On social media, the group blasted out graphics declaring “THE LINEUP FOR THE ALL-AMERICAN HALFTIME SHOW IS HERE,” urging fans to watch Kid Rock, Brantley Gilbert, Lee Brice and Gabby Barrett “THIS SUNDAY” as a kind of musical counterprogramming. That all caps rollout, shared on THE LINEUP announcement, was followed by more detailed rundowns explaining that the Turning Point USA All-American Halftime Show would feature Kid Rock, Brantley Gilbert and Gabby Barrett as part of a roster unveiled by Turning Point USA. Another breakdown highlighted that the Halftime Show Performers Include a Big Trump Supporter and an American Idol Contestant, underscoring how closely the music is tied to the movement’s political brand through Halftime Show Performers messaging.
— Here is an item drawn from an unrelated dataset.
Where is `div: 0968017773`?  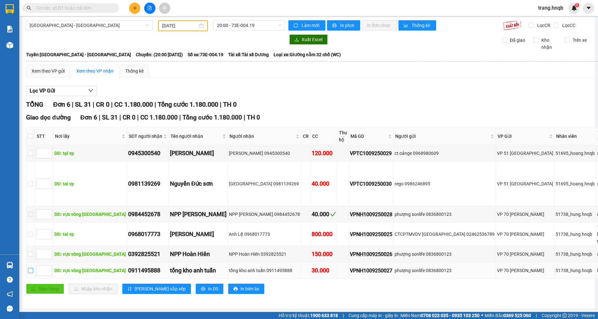
div: 0968017773 is located at coordinates (148, 234).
“I’ll take this over Woke Bunny”: identity politics in two playlists
Trump Jr’s “I’ll take this over Woke Bunny” line is not just a throwaway insult, it is a thesis statement about what he thinks halftime should look like. One analysis of the moment argued that if you strip everything down, the fight is not really about Bad Bunny or Kid Rock, it is about identity, with conservatives and progressives drawing very different conclusions from the same booking decisions. That framing, captured in a piece noting how fans weigh Strip Bad Bunny against Kid Rock, helps explain why a halftime show has become a proxy battle over patriotism, race, language and what “real America” supposedly listens to.